■ **Task details**
Each record that follows goes into your reply unchanged; the pictures do not.

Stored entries
BEGIN
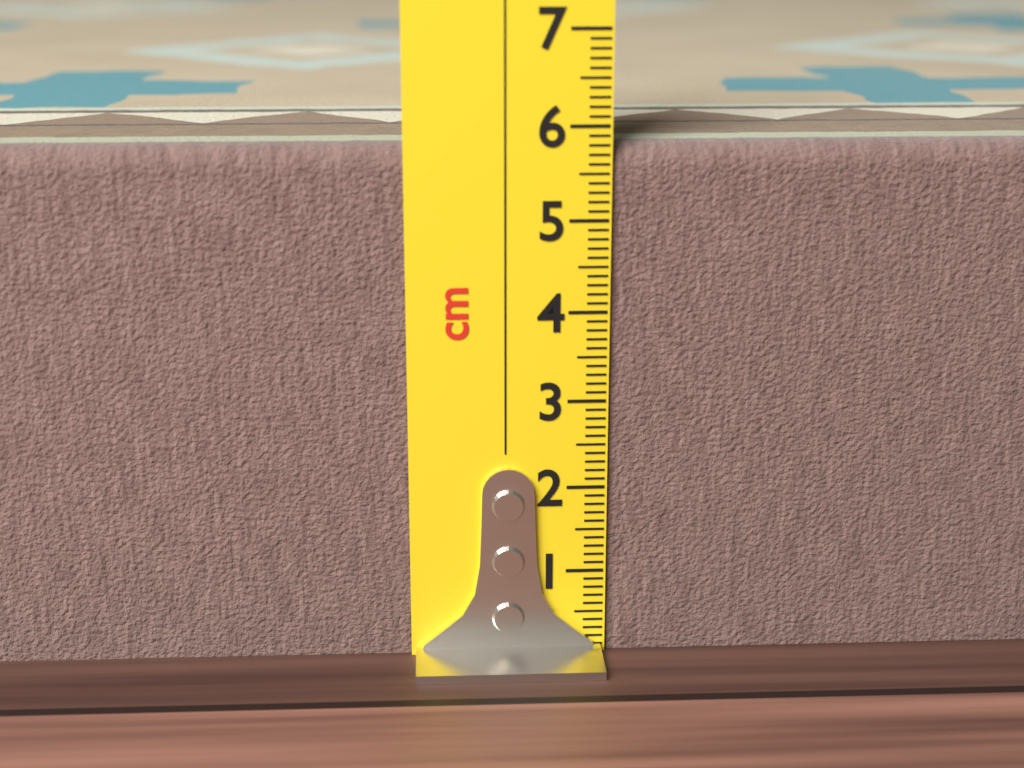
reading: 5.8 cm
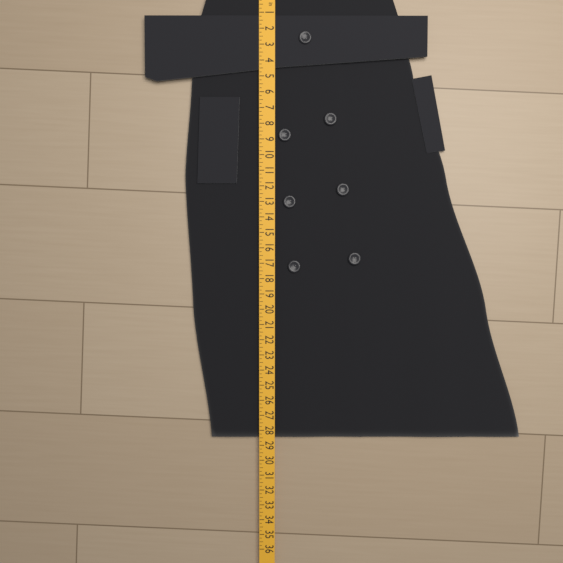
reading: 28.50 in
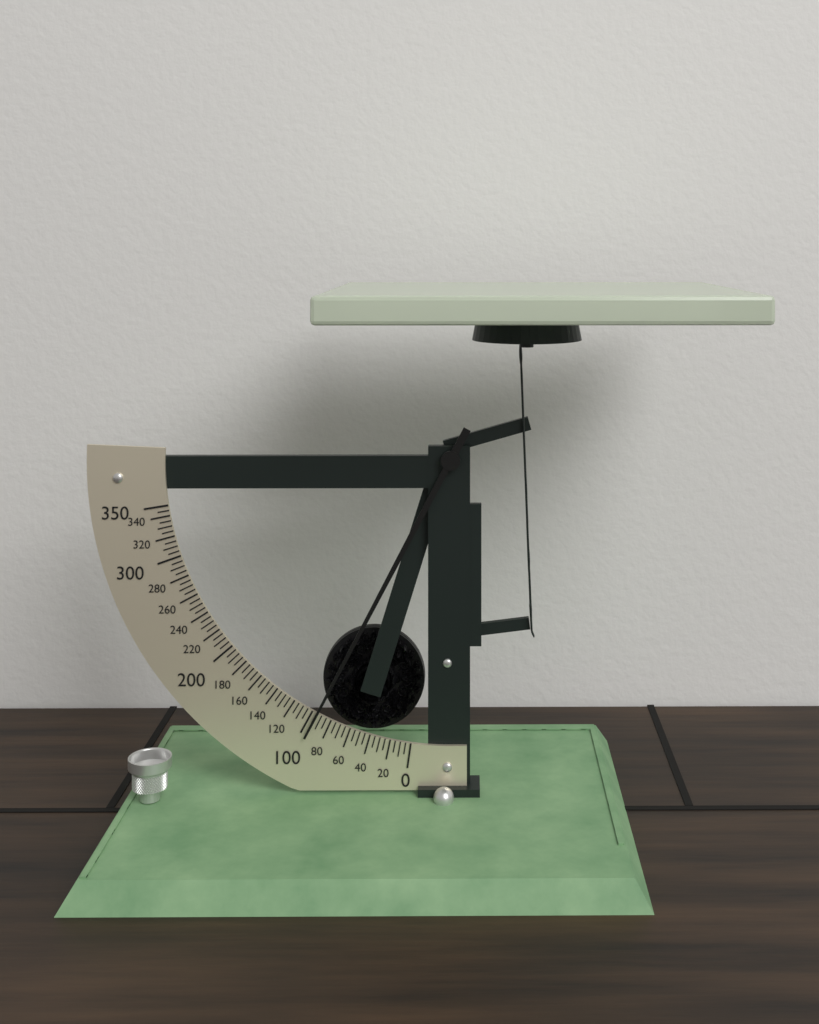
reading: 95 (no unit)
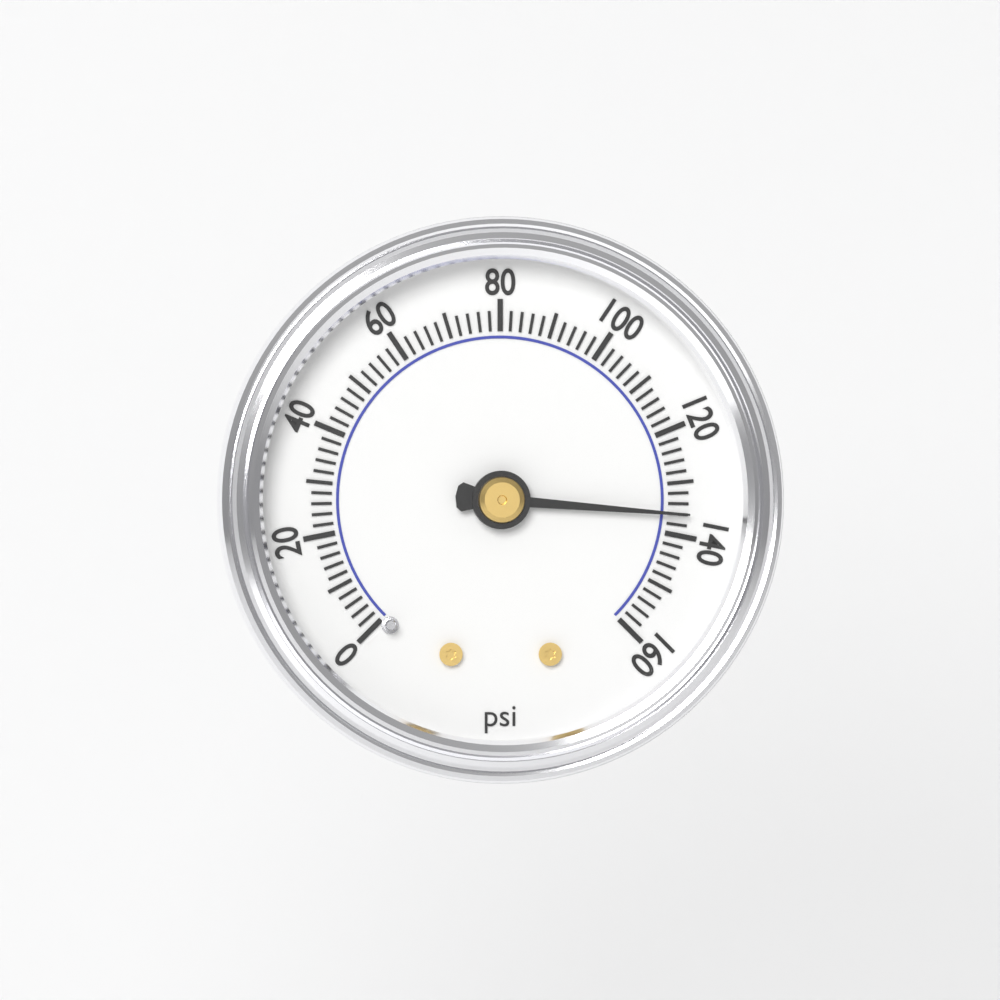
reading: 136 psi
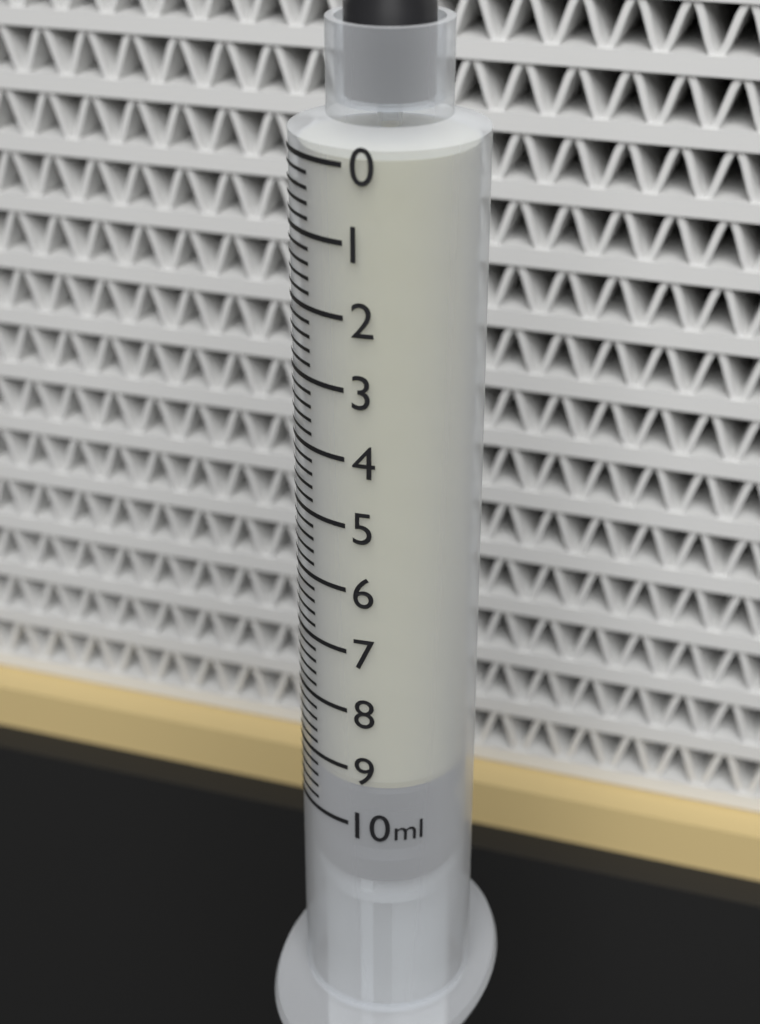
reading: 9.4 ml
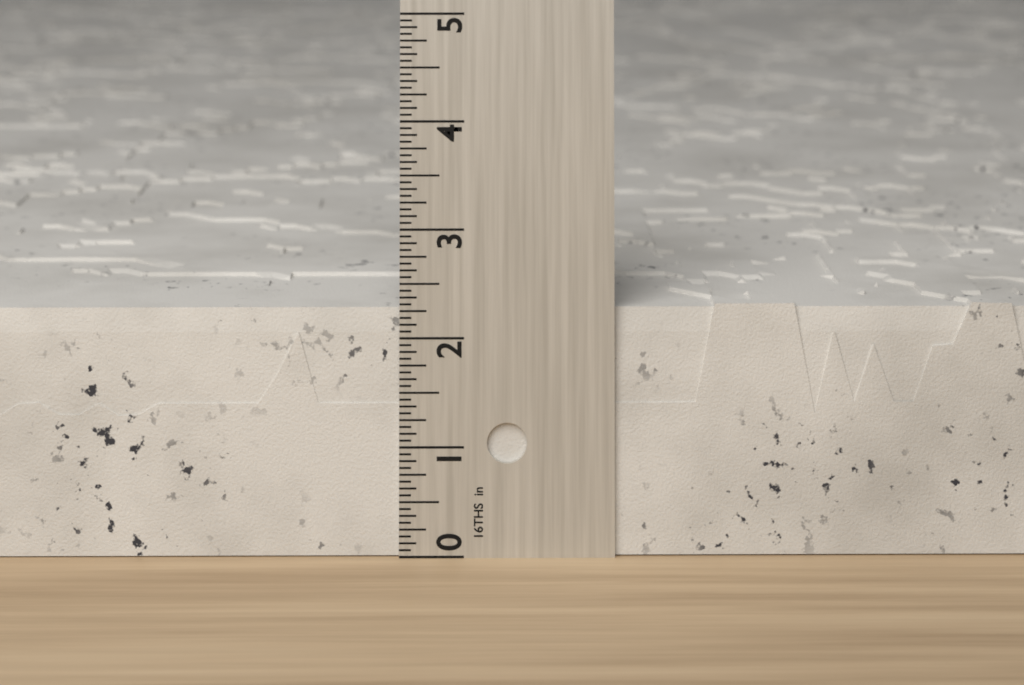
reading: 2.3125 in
END
■ **Your solution**
reading: 5.8 cm
reading: 28.50 in
reading: 95 (no unit)
reading: 136 psi
reading: 9.4 ml
reading: 2.3125 in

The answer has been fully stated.